How search works
Every AirportFusion search runs a five-stage pipeline. Understanding it helps you get better results.
Stage 1 — Geocoding your addresses
Your two inputs are converted to coordinates using OpenStreetMap's Nominatim geocoder (or another configured provider). If external geocoding is unavailable, we fall back to matching city and airport names in our own database, so search keeps working. You can also bypass geocoding entirely by typing coordinates such as 40.71, -74.00.
Stage 2 — Finding airports in each zone
We look up every active airport with scheduled service inside the radius you chose around each point, using great-circle (haversine) distance. Airports are sorted nearest-first and capped at the 25 closest per zone — enough to cover any metropolitan region plus its secondary airports.
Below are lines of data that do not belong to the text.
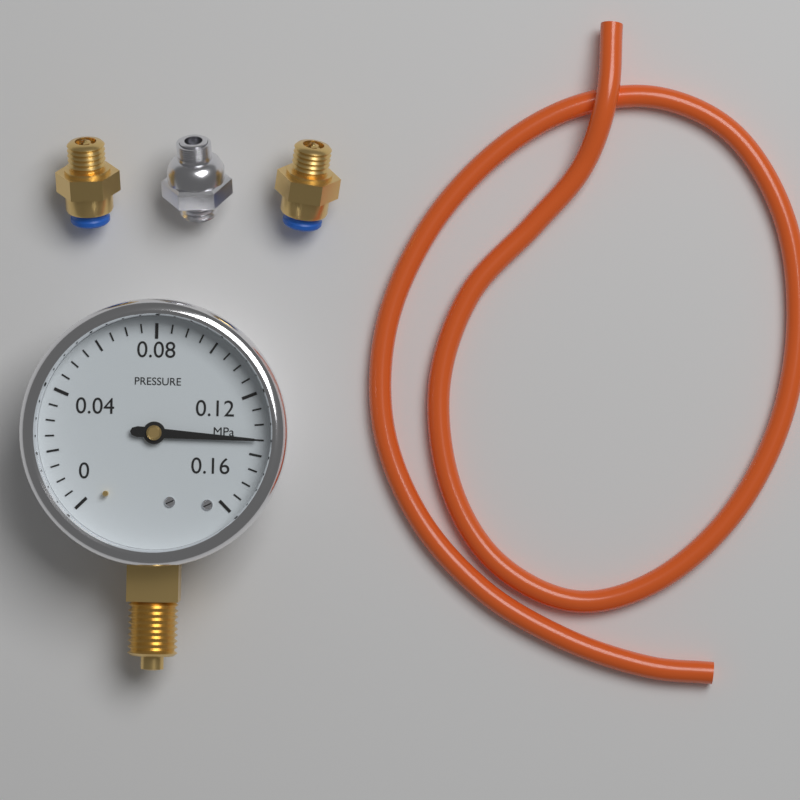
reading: 0.135 MPa
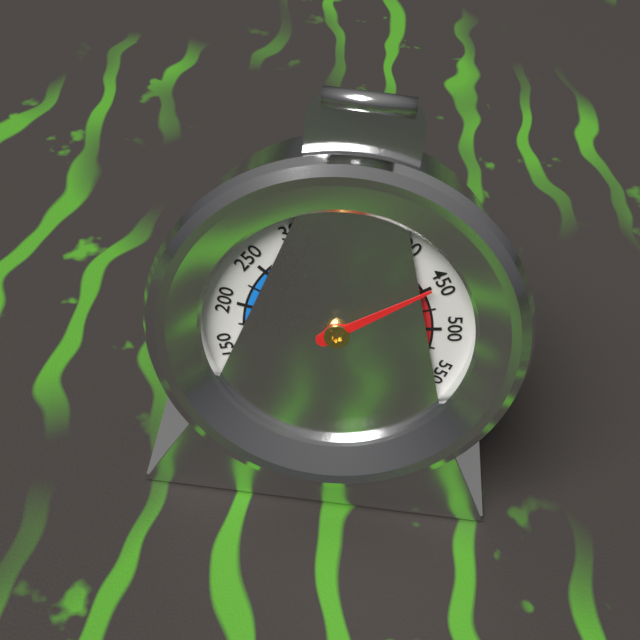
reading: 450 °F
This is the core idea of AirportFusion: the "best" airport is often not the nearest one. A slightly farther airport frequently has the only direct route, or a dramatically cheaper one.
Stage 3 — Matching direct routes
We then intersect the two airport sets against our route network — built from the OpenFlights public dataset — keeping only non-stop routes that start in your origin zone and land in your destination zone. Why direct only? Because connections multiply total travel time and uncertainty, and comparing a 2-leg itinerary door-to-door against a non-stop one is rarely a fair fight. If no direct route exists, we say so honestly rather than padding results.
Stage 4 — Building door-to-door routes and scores
For each direct route we assemble the full journey:
- Ground legs — for each side we estimate car, taxi, rideshare, train, metro (short distances) and bus options, from distance-based models. The fastest sensible option is used for the totals.
- Flight leg — duration is estimated from great-circle distance at typical cruise speeds plus taxi/climb time; price is estimated from a distance-based model with a stable per-airline variation (so the same search always gives the same estimates).
- Score (0–10) — a weighted blend: 40% total time, 40% total cost, 20% simplicity (fewer transfers, shorter ground legs). Scores are normalised within your result set, so a 9.2 means "excellent among these options", not a universal grade.
Routes are ranked by score, best first, capped at 50 options.
Stage 5 — The AI advisor (optional)
When enabled, a compact summary of the top routes (airports, times, costs, scores — no personal data) is sent to an AI model that acts as a travel expert. It picks the route it would book, explains the trade-offs in plain language, and adds one practical tip. The AI never sees data that is not already on your screen, and its advice never overrides the transparent score ranking — it is a second opinion, not a black box.
What this means for your searches
- Widen the radius when results are thin — the search is designed for it.
- Watch the ground legs — a "cheap" flight from a far airport can lose on the total.
- Treat numbers as estimates — see "Understanding estimates" for exactly how they are computed.